Mar 30 2017
Data Analytics

Nonprofits Can Leverage Big Data to Further Their Missions

What should nonprofit organizations be thinking about as they adopt new technologies, and Big Data in particular?

Nonprofit organizations often must deal with limited resources. To make the most of those, they need to use the data at their disposal as effectively as possible.

At least that’s one piece of advice Jen Bokoff would give to nonprofits. Bokoff is director of knowledge services for Foundation Center, which uses data on a regular basis to help nonprofits around the world remain competitive with their technology.

As TechRepublic notes:

“Founded in 1956, the New York City-based organization is a ‘knowledge bank’ for the nonprofit sector, and boasts the largest database of global grantmakers and funding activity. As part of their mission to advance data-driven innovation, Foundation Center facilitates research, training, and technology education programs at more than 450 hubs located at libraries and universities across the country.”

Nonprofits can use Big Data and analytics to deliver on their missions. However, nonprofit leaders and IT managers need to be aware of the data they have and how best to use it.

“Nonprofit organizations [are sometimes] staffed by people not naturally inclined to seek out data,” Bokoff told TechRepublic. “It’s a bit of a foreign idea and [many nonprofits] are not necessarily coming at data in a systematic way. We believe [data] is core to solving problems in our world, but it's not the intuitive solution to most of the actors in this field.”
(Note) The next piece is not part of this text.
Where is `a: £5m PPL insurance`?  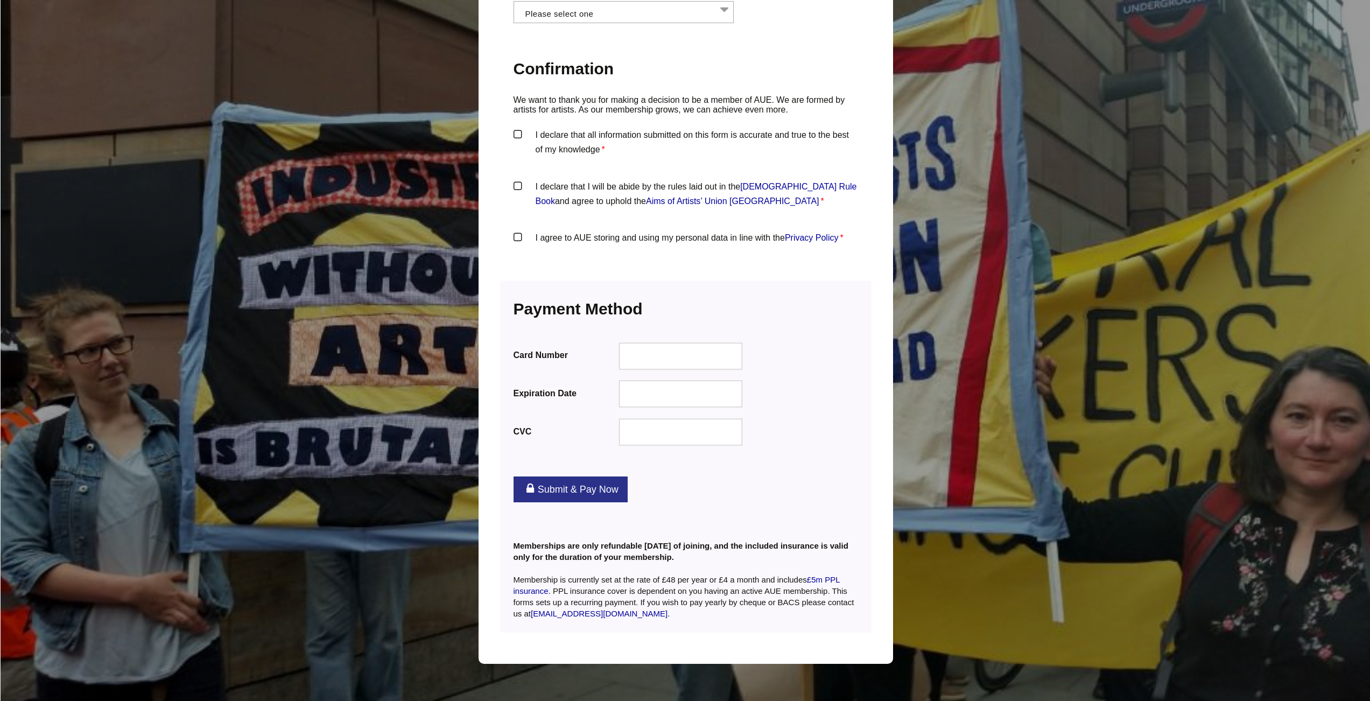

Making the Most of Nonprofit Technology

Foundation Center encourages nonprofits to make data-driven decisions, because doing so fosters transparency and helps organizations think clearly about what they are funding and how they are learning from the data they collect.

“With often limited resources, nonprofits need to maximize and double down on efforts that are likely to succeed,” Bokoff says. “With fundraising in particular, a strategic review of field-wide data significantly helps organizations target proposals to well-aligned, appropriate foundations.” Although every nonprofit has different needs and resources, Bokoff argues that all nonprofits “need to recognize why they exist and how essential technology is to helping their mission and constituency.”
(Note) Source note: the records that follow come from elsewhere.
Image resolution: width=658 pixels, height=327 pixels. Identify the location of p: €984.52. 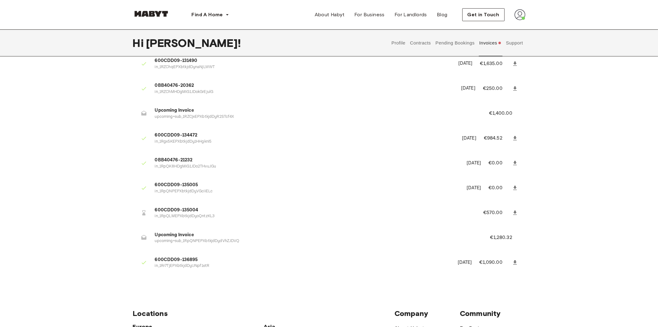
(497, 138).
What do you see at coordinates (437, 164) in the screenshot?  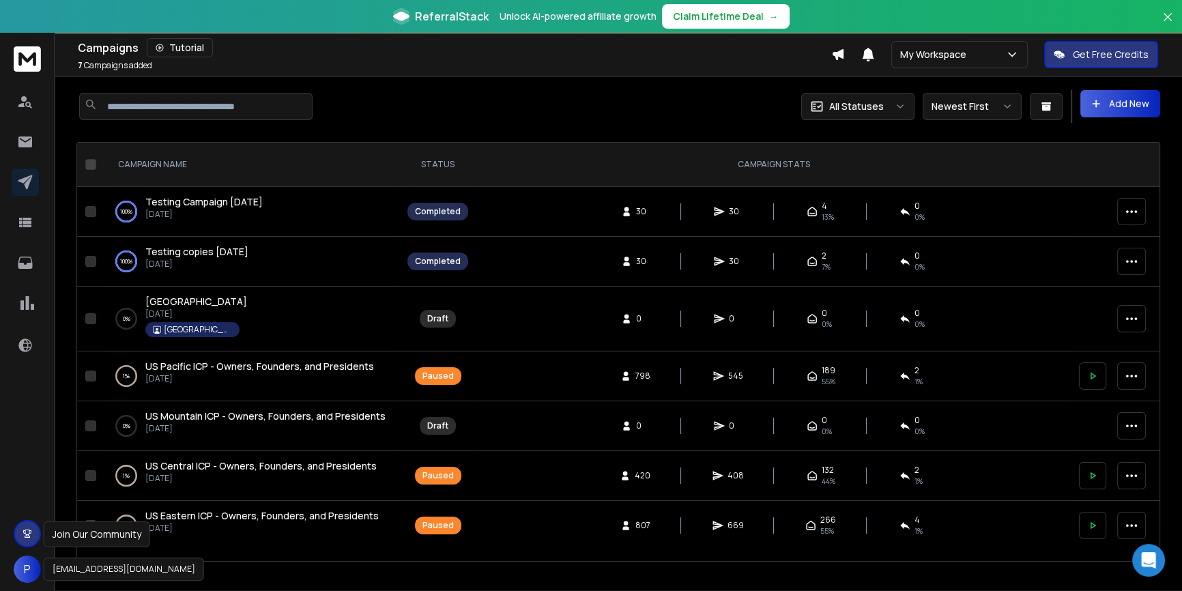 I see `th: STATUS` at bounding box center [437, 164].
“In many cases, making the right technology investments can help operations immensely, but in other cases, it may actually create challenges or be overkill,” she says. “Really thinking about what the goal of new technology would be can help inform key questions, like: Do we build it or do we buy it? Are we better off partnering with another organization? How much do we need to worry about privacy and hacking? What integrations would we need to make new technology make sense in our current arrangement?”

Nonprofits that lean heavily on IT must “hire and develop staff skills to properly implement and maintain that technology. Without the right set of ethics and skills in house, it’s very hard to make a nonprofit technology effort work.”
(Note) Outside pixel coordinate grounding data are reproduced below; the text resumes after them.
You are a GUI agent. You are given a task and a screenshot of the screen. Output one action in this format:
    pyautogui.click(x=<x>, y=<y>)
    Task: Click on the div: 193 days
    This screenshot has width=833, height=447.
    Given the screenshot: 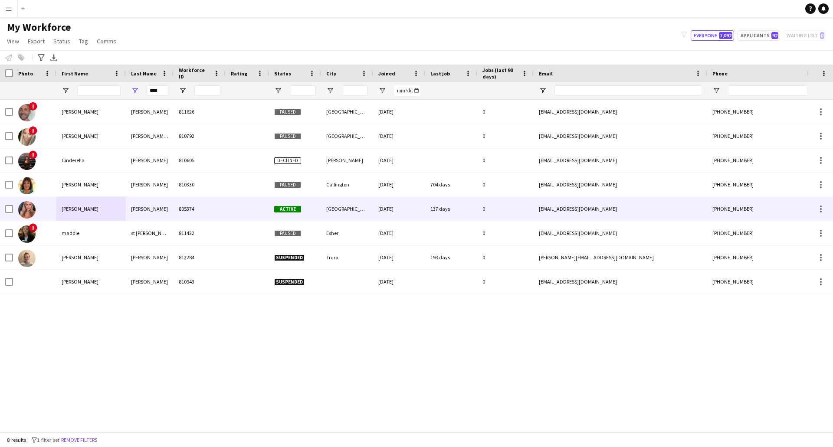 What is the action you would take?
    pyautogui.click(x=451, y=257)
Leveraging Big Data in the Nonprofit World

How can nonprofits make the best use of Big Data and analytics in particular?

Bokoff notes that nonprofits are only going to be awash in more data as time goes on, and that it will be generated in different forms. “This means that organizations need to have skills for data analysis, such as programming, visualization, and statistics, in house and not just externally,” she says. “With this, organizations also need to develop a sensibility about how data connect and influence, and how to leverage this understanding towards mission.”

Everything that can be digitized is potentially data that nonprofits can use, and they can then mine that data via analytics to “learn about their audiences, their approaches, and the context of the world around them,” she says.

Indeed, as Fast Company detailed last month, a nonprofit called the Freshwater Trust, which works on river conservation, used Big Data to help figure out the best way to preserve a river in Oregon.

A sewage treatment plant in Medford, Ore., was dumping warm water into the nearby Rogue River, which is a major problem for cold-blooded fish like local salmon and steelhead. The plant thought of constructing an expensive cooling tower to mitigate the problem, but in the end worked with local farmers and landowners to plant trees along the river, “which proved an equally effective cooling mechanism as traditional infrastructure,” Fast Company reports. The issue was figuring out where exactly the trees should be planted to have the most impact.

According to Fast Company, the Freshwater Trust created a tool called BasinScout, which “pulls together Big Data about the vegetation next to waterways, the amount of sunlight and soil type, the slope of land, crops grown nearby, water usage on farms, and other factors. Then it creates maps for water restoration projects, color-coding areas based on the priority. The highest-priority areas can have the most impact at the lowest cost.”

Bokoff says nonprofits should continue to leverage Big Data to drive forward in their missions. “The fact that we still have ‘longstanding problems’ — those very societal challenges that nonprofit organizations are set up to address — means we still have more work to do, and Big Data might well be a lever to creating change,” she says. “With shifting governments and policies worldwide, the nonprofit sector often must recalibrate to address gaps. Data illuminates and informs the roles that nonprofits could be positioned to play.”